Here’s an interesting article arguing that European Muslim discontent is overrated.
I've always thought the "Eurabia" thing seemed hysterical and overblown, largely because alarmist predictions about population explosions in general have a history of being politically motivated and ultimately proving false; it is great to see so much info pulled together to prove it baseless in the here and now. I would add to the theory presented in the article about schadenfreude the additional agenda I've noticed in the writings of people like Mark Steyn, to fold "Eurabia" panic into a narrative about sexual degeneracy (abortion, divorce, birth control, the sexual revolution, feminism in general) leading to the demise of Western Civilization as a whole. In this model, the Muslim takeover is just the wind that blows over our house of cards, and there's an underlying admiration of Muslim sexual conservatism there; strong Islamic family values will naturally defeat weak Western secular ones.
Anti-war rhetoric has also contributed its share to the panic; rhetoric about Western aggression inevitably making more terrorists is bolstered by overstating Muslim hostility worldwide, and accordingly I've noticed anti-war sources relying a little too credulously on sketchy reports of stepped-up terrorist recruitment among European Muslims since the beginning of the Iraq War. And arguments against democratization from the anti-war left nearly always feature alarmist predictions about any given group of Muslims alleged propensity to "elect Osama bin Laden" if allowed to vote. All through the Presidential election campaign last year I saw bits and pieces of rhetoric lifted from Imperial Hubris: How the West is Losing the War on Terror, an anti-war book by a CIA "expert" on Islamist terrorism that was harshly critical of the Bush administration. I can only hope that most who repeated its predictions hadn't actually read the thing; his basic theory is that nearly all Muslims are Islamists, so that our two options are to kill as many of them as possible (and he treats that as a serious option), or to completely withraw from all relations with the Middle East and wall ourselves off in a fortress America.
The notion that Islam and Arabs are inherently hyper-violent therefore serves many political agendas, which is perhaps why it seems to have solidified to such a degree across political affiliations. (Or maybe the fact that both groups mostly only turned up on the news when blowing stuff up in the 20 years or so preceding 9/11 made beliefs based on this stereotype easy to adopt).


→ **Task instructions**:
Please filter the entries for the word "value" and copy every line that has it.

┄┄┄┄┄┄┄┄┄┄┄┄┄┄┄┄┄┄┄┄

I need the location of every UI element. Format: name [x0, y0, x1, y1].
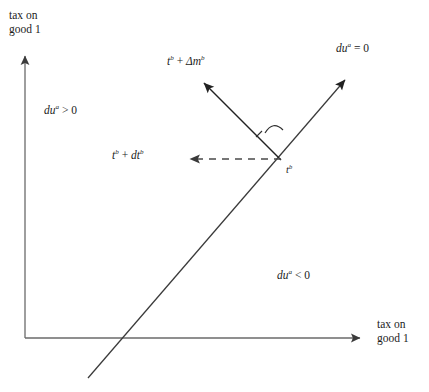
lump-sum-transfer-label: tb + Δmb: [167, 54, 205, 68]
du-positive-value: 0: [71, 104, 77, 116]
lump-sum-operator: +: [174, 55, 186, 67]
diagram-vector-layer: [0, 0, 429, 392]
y-axis-title: tax on good 1: [9, 8, 41, 36]
diagram-canvas: tax on good 1 tax on good 1 dua = 0 dua …: [0, 0, 429, 392]
du-positive-operator: >: [59, 104, 71, 116]
du-negative-symbol: du: [277, 269, 289, 281]
du-zero-locus-line: [88, 80, 345, 378]
tax-change-delta-superscript: b: [140, 148, 144, 156]
x-axis-title: tax on good 1: [377, 317, 409, 345]
du-positive-symbol: du: [44, 104, 56, 116]
du-negative-value: 0: [304, 269, 310, 281]
du-zero-operator: =: [351, 42, 363, 54]
du-zero-symbol: du: [336, 42, 348, 54]
du-zero-value: 0: [363, 42, 369, 54]
x-axis-title-line1: tax on: [377, 317, 409, 331]
lump-sum-delta-superscript: b: [201, 54, 205, 62]
tax-change-label: tb + dtb: [112, 148, 144, 162]
du-negative-operator: <: [292, 269, 304, 281]
point-tb-superscript: b: [289, 163, 292, 170]
tax-change-operator: +: [119, 149, 131, 161]
y-axis-title-line1: tax on: [9, 8, 41, 22]
region-label-du-positive: dua > 0: [44, 103, 77, 117]
x-axis-title-line2: good 1: [377, 331, 409, 345]
du-zero-locus-label: dua = 0: [336, 41, 369, 55]
right-angle-arc-icon: [265, 126, 283, 133]
tax-change-delta-symbol: dt: [131, 149, 140, 161]
lump-sum-transfer-arrow: [204, 83, 281, 160]
lump-sum-delta-symbol: Δm: [186, 55, 201, 67]
y-axis-title-line2: good 1: [9, 22, 41, 36]
point-label-tb: tb: [286, 164, 292, 177]
angle-tick-mark: [256, 131, 262, 137]
region-label-du-negative: dua < 0: [277, 268, 310, 282]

┄┄┄┄┄┄┄┄┄┄┄┄┄┄┄┄┄┄┄┄

→ **Solution for this problem**:
du-positive-value: 0: [71, 104, 77, 116]
du-negative-value: 0: [304, 269, 310, 281]
du-zero-value: 0: [363, 42, 369, 54]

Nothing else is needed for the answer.